Summer stargazing has many enemies, or should I say challenges, including city lights, moonlight and mosquitoes.
You can fight city lights by driving out to the countryside and you can put on life-saving antibug juice to fight off the skeeters, but when it comes to moonlight, timing is everything. The less moon the better, and over the next week or so there will be very little moonlight. Galaxy gazing will be wonderful.
It’ll be a great show, but it’ll also be a late show, so you might want to turn this event into an overnight campout.
So there you are, gazing into the summer heavens. How many stars can you see with your naked eye?
Conventional astronomy textbooks say you can see about 3,000 stars with the naked eye but I’m sure there are a lot more than that.
You can’t help but notice the bright band of milky light that bisects the sky from north to south like a bold artist’s stroke. You may have been taught at an early age that the band is the Milky Way galaxy.
While that’s certainly true, you have to realize that all the start you see, including the sun, are members of our home galaxy, the Milky Way. That artist’s band across the sky is just the thickest part.
If you could jump into a magical spaceship and fling yourself out and away from the Milky Way, what you would see in your rearview mirror is a group of about 1 trillion stars in the shape of a giant CD, broken up into spiral arms with a large hump in the middle.
The Milky Way is a little more than 100,000 light-years in diameter and 10,000 light-years thick, with one light year equal to about 6 trillion miles. Our sun is about 60,000 light-years from the center of the galaxy in one of the arms.
When you see that milky band of light across the sky, you are looking edgewise into our galaxy. All the stars that we see orbit around the center of the Milky Way. Our sun takes more than 200 million years to make one circuit.
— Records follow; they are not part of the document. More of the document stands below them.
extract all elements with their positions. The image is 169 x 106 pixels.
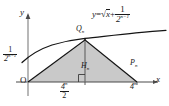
- point-label-Hn: Hn: [81, 62, 89, 70]
- y-intercept-denominator-exponent: n−1: [8, 53, 16, 58]
- point-label-Pn: Pn: [130, 59, 137, 67]
- denominator-exponent: n−1: [121, 14, 129, 19]
- origin-label: O: [20, 76, 27, 85]
- point-dot-Qn: [84, 39, 86, 41]
- y-intercept-label: 12n−1: [3, 46, 17, 63]
- y-intercept-denominator: 2n−1: [3, 54, 17, 63]
- x-tick-mid-fraction: 4n2: [60, 83, 69, 100]
- equation-fraction: 12n−1: [115, 5, 130, 24]
- x-tick-mid-denominator: 2: [60, 91, 69, 100]
- x-tick-max-exponent: n: [134, 81, 137, 86]
- x-tick-label-mid: 4n2: [60, 83, 69, 100]
- y-axis-label: y: [20, 8, 24, 17]
- point-Hn-base: H: [81, 61, 87, 70]
- point-Pn-subscript: n: [135, 63, 138, 68]
- denominator-base: 2: [116, 14, 121, 24]
- point-Qn-subscript: n: [82, 29, 85, 34]
- fraction-denominator: 2n−1: [115, 14, 130, 24]
- sqrt-argument: x: [106, 9, 110, 19]
- point-Qn-base: Q: [76, 24, 82, 33]
- x-axis-label: x: [156, 75, 160, 84]
- sqrt-overbar: [106, 9, 110, 10]
- sqrt-group: √x: [101, 9, 110, 19]
- x-tick-label-max: 4n: [130, 83, 137, 91]
- curve-equation-label: y=√x+12n−1: [92, 5, 130, 24]
- point-label-Qn: Qn: [76, 25, 84, 33]
- fraction-numerator: 1: [115, 5, 130, 14]
- point-Hn-subscript: n: [87, 66, 90, 71]
- x-tick-mid-numerator: 4n: [60, 83, 69, 91]
- y-axis-arrowhead: [26, 13, 31, 19]
- figure-canvas: [0, 0, 169, 106]
- y-intercept-fraction: 12n−1: [3, 46, 17, 63]
- x-tick-mid-numerator-exponent: n: [65, 81, 68, 86]
- math-figure: y=√x+12n−1 y x O 12n−1 Qn Pn Hn 4n2 4n: [0, 0, 169, 106]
In case you’re wondering, the center of the Milky Way lies in the direction of the constellation Sagittarius the Archer, more commonly known by its nickname, “the teapot”, because that’s what it really looks like.
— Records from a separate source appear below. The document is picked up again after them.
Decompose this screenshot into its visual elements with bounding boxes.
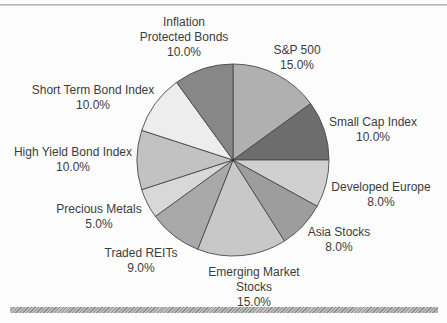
pie-label-asia-stocks: Asia Stocks8.0%	[308, 225, 371, 255]
pie-label-precious-metals: Precious Metals5.0%	[56, 202, 141, 232]
pie-label-line: S&P 500	[273, 43, 320, 58]
pie-label-short-term-bond-index: Short Term Bond Index10.0%	[32, 83, 155, 113]
pie-label-emerging-market-stocks: Emerging MarketStocks15.0%	[208, 265, 299, 310]
pie-label-line: 15.0%	[273, 58, 320, 73]
pie-center-dot	[231, 158, 234, 161]
pie-label-line: Stocks	[208, 280, 299, 295]
pie-label-developed-europe: Developed Europe8.0%	[331, 180, 430, 210]
pie-label-line: Traded REITs	[105, 246, 178, 261]
pie-label-line: 10.0%	[32, 98, 155, 113]
pie-label-inflation-protected-bonds: InflationProtected Bonds10.0%	[140, 15, 229, 60]
asset-allocation-pie-figure: S&P 50015.0%Small Cap Index10.0%Develope…	[0, 0, 447, 323]
pie-label-line: 5.0%	[56, 217, 141, 232]
pie-label-line: 10.0%	[140, 45, 229, 60]
pie-label-line: Precious Metals	[56, 202, 141, 217]
pie-label-line: High Yield Bond Index	[14, 145, 132, 160]
pie-label-line: Small Cap Index	[329, 115, 417, 130]
pie-label-line: 8.0%	[331, 195, 430, 210]
pie-label-line: Protected Bonds	[140, 30, 229, 45]
pie-label-line: Inflation	[140, 15, 229, 30]
pie-label-line: 8.0%	[308, 240, 371, 255]
pie-label-line: 10.0%	[14, 160, 132, 175]
pie-label-line: 9.0%	[105, 261, 178, 276]
pie-label-small-cap-index: Small Cap Index10.0%	[329, 115, 417, 145]
pie-label-line: Emerging Market	[208, 265, 299, 280]
pie-label-line: Asia Stocks	[308, 225, 371, 240]
bottom-divider	[10, 307, 438, 313]
pie-label-line: 10.0%	[329, 130, 417, 145]
pie-label-line: Short Term Bond Index	[32, 83, 155, 98]
pie-label-s-p-500: S&P 50015.0%	[273, 43, 320, 73]
pie-label-high-yield-bond-index: High Yield Bond Index10.0%	[14, 145, 132, 175]
pie-label-line: Developed Europe	[331, 180, 430, 195]
pie-label-traded-reits: Traded REITs9.0%	[105, 246, 178, 276]
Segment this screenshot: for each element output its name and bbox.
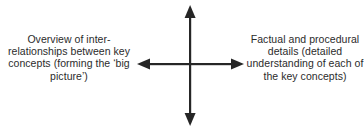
right-axis-label: Factual and procedural details (detailed…: [246, 33, 364, 82]
cross-arrow-graphic: [130, 0, 250, 132]
diagram-canvas: Overview of inter-relationships between …: [0, 0, 364, 132]
vertical-double-arrow-icon: [185, 5, 196, 126]
left-axis-label: Overview of inter-relationships between …: [2, 33, 136, 82]
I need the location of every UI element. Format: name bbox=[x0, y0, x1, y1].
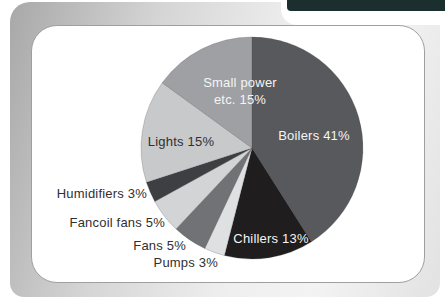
slice-label-fans: Fans 5% bbox=[133, 238, 186, 255]
slice-label-humidifiers: Humidifiers 3% bbox=[57, 186, 147, 203]
slice-label-pumps: Pumps 3% bbox=[154, 255, 218, 272]
slice-label-small-power-line2: etc. 15% bbox=[165, 92, 315, 109]
slice-label-small-power-line1: Small power bbox=[165, 75, 315, 92]
slice-label-small-power: Small power etc. 15% bbox=[165, 75, 315, 109]
pie-chart bbox=[0, 0, 445, 305]
slice-label-boilers: Boilers 41% bbox=[254, 128, 374, 145]
slice-label-fancoil-fans: Fancoil fans 5% bbox=[70, 215, 166, 232]
slice-label-lights: Lights 15% bbox=[121, 134, 241, 151]
slice-label-chillers: Chillers 13% bbox=[211, 231, 331, 248]
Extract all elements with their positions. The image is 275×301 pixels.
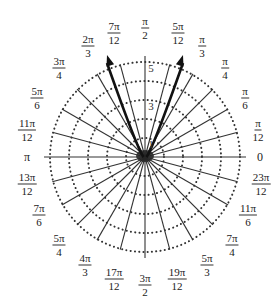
angle-denominator: 12 <box>256 185 267 197</box>
angle-label-a3: π4 <box>221 56 229 81</box>
angle-denominator: 6 <box>34 99 40 111</box>
angle-numerator: 7π <box>107 21 120 34</box>
angle-numerator: 5π <box>52 233 65 246</box>
radius-label-5: 5 <box>148 62 154 74</box>
angle-numerator: 3π <box>138 273 151 286</box>
angle-numerator: 19π <box>168 267 187 280</box>
angle-denominator: 6 <box>242 99 248 111</box>
angle-denominator: 4 <box>56 246 62 258</box>
angle-denominator: 12 <box>109 280 120 292</box>
angle-numerator: 11π <box>239 203 257 216</box>
angle-denominator: 12 <box>253 131 264 143</box>
angle-denominator: 2 <box>142 286 148 298</box>
angle-label-a20: 5π3 <box>200 253 213 278</box>
left-vector-arrowhead-icon <box>107 55 115 67</box>
angle-denominator: 4 <box>56 69 62 81</box>
angle-label-a13: 13π12 <box>18 172 37 197</box>
angle-label-a2: π6 <box>241 86 249 111</box>
angle-label-a8: 2π3 <box>81 34 94 59</box>
spoke-1 <box>145 132 238 157</box>
spoke-13 <box>52 157 145 182</box>
angle-denominator: 12 <box>22 185 33 197</box>
angle-numerator: π <box>141 16 149 29</box>
angle-label-a23: 23π12 <box>252 172 271 197</box>
angle-numerator: π <box>198 34 206 47</box>
angle-numerator: 13π <box>18 172 37 185</box>
angle-denominator: 12 <box>173 34 184 46</box>
spoke-19 <box>145 157 170 250</box>
angle-numerator: 5π <box>200 253 213 266</box>
angle-denominator: 4 <box>229 246 235 258</box>
angle-value: 0 <box>257 150 263 164</box>
angle-denominator: 12 <box>109 34 120 46</box>
origin-hub <box>136 150 154 162</box>
angle-numerator: 17π <box>105 267 124 280</box>
angle-label-a9: 3π4 <box>52 56 65 81</box>
angle-numerator: 5π <box>30 86 43 99</box>
angle-label-a15: 5π4 <box>52 233 65 258</box>
angle-label-a22: 11π6 <box>239 203 257 228</box>
angle-numerator: π <box>221 56 229 69</box>
angle-numerator: π <box>254 118 262 131</box>
angle-numerator: 3π <box>52 56 65 69</box>
origin-point <box>136 150 154 162</box>
angle-denominator: 6 <box>36 216 42 228</box>
angle-label-a21: 7π4 <box>225 233 238 258</box>
angle-label-a4: π3 <box>198 34 206 59</box>
angle-numerator: 11π <box>18 118 36 131</box>
angle-label-a19: 19π12 <box>168 267 187 292</box>
angle-label-a6: π2 <box>141 16 149 41</box>
angle-denominator: 3 <box>85 47 91 59</box>
angle-numerator: 7π <box>225 233 238 246</box>
angle-label-a5: 5π12 <box>171 21 184 46</box>
angle-numerator: 5π <box>171 21 184 34</box>
angle-denominator: 12 <box>22 131 33 143</box>
angle-label-a0: 0 <box>257 152 263 163</box>
angle-value: π <box>24 150 30 164</box>
angle-denominator: 4 <box>222 69 228 81</box>
angle-numerator: π <box>241 86 249 99</box>
angle-numerator: 2π <box>81 34 94 47</box>
radius-label-1: 1 <box>148 138 154 150</box>
angle-denominator: 2 <box>142 29 148 41</box>
angle-denominator: 3 <box>82 266 88 278</box>
right-vector-arrowhead-icon <box>176 55 184 67</box>
angle-label-a14: 7π6 <box>32 203 45 228</box>
angle-denominator: 3 <box>199 47 205 59</box>
angle-label-a18: 3π2 <box>138 273 151 298</box>
angle-label-a12: π <box>24 152 30 163</box>
angle-denominator: 3 <box>204 266 210 278</box>
angle-denominator: 6 <box>245 216 251 228</box>
angle-label-a16: 4π3 <box>78 253 91 278</box>
angle-label-a1: π12 <box>253 118 264 143</box>
angle-numerator: 7π <box>32 203 45 216</box>
angle-numerator: 4π <box>78 253 91 266</box>
angle-label-a7: 7π12 <box>107 21 120 46</box>
angle-label-a11: 11π12 <box>18 118 36 143</box>
angle-label-a17: 17π12 <box>105 267 124 292</box>
radius-label-3: 3 <box>148 100 154 112</box>
angle-label-a10: 5π6 <box>30 86 43 111</box>
angle-numerator: 23π <box>252 172 271 185</box>
left-vector <box>107 63 144 157</box>
angle-denominator: 12 <box>172 280 183 292</box>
The Milky Way band is not really much brighter around the teapot, because there is a lot of dark interstellar gas and dust that blocks the “hump” at our galaxy’s center. It’s been said that if we could see the Milky Way’s central region unobstructed, that area of the sky would be much brighter than a full moon.
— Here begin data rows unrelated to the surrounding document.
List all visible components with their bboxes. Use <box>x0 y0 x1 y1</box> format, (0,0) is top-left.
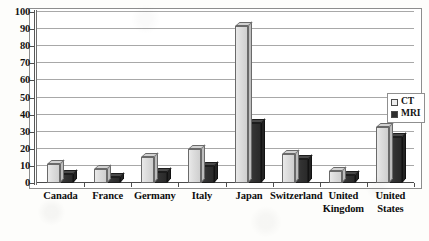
y-axis-tick-label: 90 <box>4 24 30 35</box>
chart-figure: 1009080706050403020100 CanadaFranceGerma… <box>0 0 429 241</box>
x-axis-labels: CanadaFranceGermanyItalyJapanSwitzerland… <box>29 190 422 230</box>
bar-face <box>188 149 201 183</box>
y-axis-labels: 1009080706050403020100 <box>0 0 30 200</box>
y-axis-tick-label: 10 <box>4 161 30 172</box>
bar-ct <box>376 127 389 183</box>
bar-side <box>389 122 393 183</box>
legend-swatch-ct-icon <box>391 99 398 106</box>
plot-area <box>37 12 414 183</box>
legend-swatch-mri-icon <box>391 111 398 118</box>
x-axis-tickmarks <box>37 183 414 189</box>
y-axis-tick-label: 20 <box>4 144 30 155</box>
y-axis-tick-label: 100 <box>4 7 30 18</box>
y-axis-tick-label: 60 <box>4 75 30 86</box>
legend-label: CT <box>401 97 414 107</box>
bar-group <box>320 12 367 183</box>
y-axis-line <box>34 10 37 185</box>
bar-side <box>295 149 299 183</box>
bar-side <box>154 153 158 183</box>
bar-face <box>376 127 389 183</box>
y-axis-tick-label: 40 <box>4 110 30 121</box>
x-axis-label-line: United <box>361 190 420 203</box>
bar-ct <box>188 149 201 183</box>
y-axis-tick-label: 30 <box>4 127 30 138</box>
bar-group <box>131 12 178 183</box>
bar-side <box>308 154 312 183</box>
bar-group <box>226 12 273 183</box>
y-axis-tick-label: 80 <box>4 41 30 52</box>
chart-legend: CTMRI <box>387 93 425 123</box>
bar-face <box>47 164 60 183</box>
bar-ct <box>94 169 107 183</box>
bar-group <box>37 12 84 183</box>
x-axis-tickmark <box>178 183 179 187</box>
legend-item-mri: MRI <box>391 108 421 120</box>
legend-item-ct: CT <box>391 96 421 108</box>
bar-ct <box>141 157 154 183</box>
x-axis-tickmark <box>226 183 227 187</box>
y-axis-tick-label: 0 <box>4 178 30 189</box>
legend-label: MRI <box>401 109 421 119</box>
bar-side <box>201 144 205 183</box>
x-axis-tickmark <box>320 183 321 187</box>
bar-ct <box>282 154 295 183</box>
x-axis-tickmark <box>131 183 132 187</box>
bar-face <box>282 154 295 183</box>
bar-side <box>402 132 406 183</box>
bar-face <box>329 171 342 183</box>
bar-group <box>178 12 225 183</box>
y-axis-tick-label: 70 <box>4 58 30 69</box>
x-axis-tickmark <box>414 183 415 187</box>
bar-group <box>84 12 131 183</box>
x-axis-category-label: UnitedStates <box>361 190 420 215</box>
x-axis-tickmark <box>273 183 274 187</box>
x-axis-tickmark <box>367 183 368 187</box>
bar-side <box>261 118 265 183</box>
x-axis-tickmark <box>84 183 85 187</box>
bar-face <box>235 26 248 183</box>
bar-ct <box>329 171 342 183</box>
bar-ct <box>47 164 60 183</box>
bar-ct <box>235 26 248 183</box>
x-axis-label-line: States <box>361 203 420 216</box>
bar-group <box>273 12 320 183</box>
bar-face <box>141 157 154 183</box>
y-axis-tick-label: 50 <box>4 93 30 104</box>
bar-face <box>94 169 107 183</box>
bar-side <box>248 21 252 183</box>
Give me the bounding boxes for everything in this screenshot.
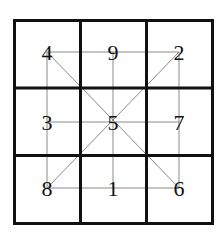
cell-r2-c3: 7 <box>174 110 185 135</box>
cell-r2-c2: 5 <box>108 110 119 135</box>
magic-square-diagram: 4 9 2 3 5 7 8 1 6 <box>0 0 221 245</box>
cell-r3-c3: 6 <box>174 176 185 201</box>
cell-r1-c1: 4 <box>42 40 53 65</box>
cell-r3-c1: 8 <box>42 176 53 201</box>
cell-r1-c3: 2 <box>174 40 185 65</box>
cell-r2-c1: 3 <box>42 110 53 135</box>
cell-r3-c2: 1 <box>108 176 119 201</box>
cell-numbers: 4 9 2 3 5 7 8 1 6 <box>42 40 185 201</box>
cell-r1-c2: 9 <box>108 40 119 65</box>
Lie back on the ground and just roll your eyes all across the sky and especially around the Milky Way band. With just a pair of binoculars you’ll see all kinds of celestial treasures, such as bright nebulae clouds, star clusters and dark rifts. You might even see a few human-made satellites rolling across the heavens.
It’s a great time to get to know the summer constellations.
One more thing to keep in mind while you’re galaxy gazing: Our Milky Way galaxy is only one of millions of other galaxies out there. The Hubble telescope has seen galaxies more than 15 billion light-years away.
Kick back and enjoy the greatest show off Earth.
Mike Lynch is an amateur astronomer and professional broadcast meteorologist for WCCO Radio in Minneapolis and author of the new book “Washington Starwatch,” available at bookstores and on his Web site, www.lynchand thestars.com.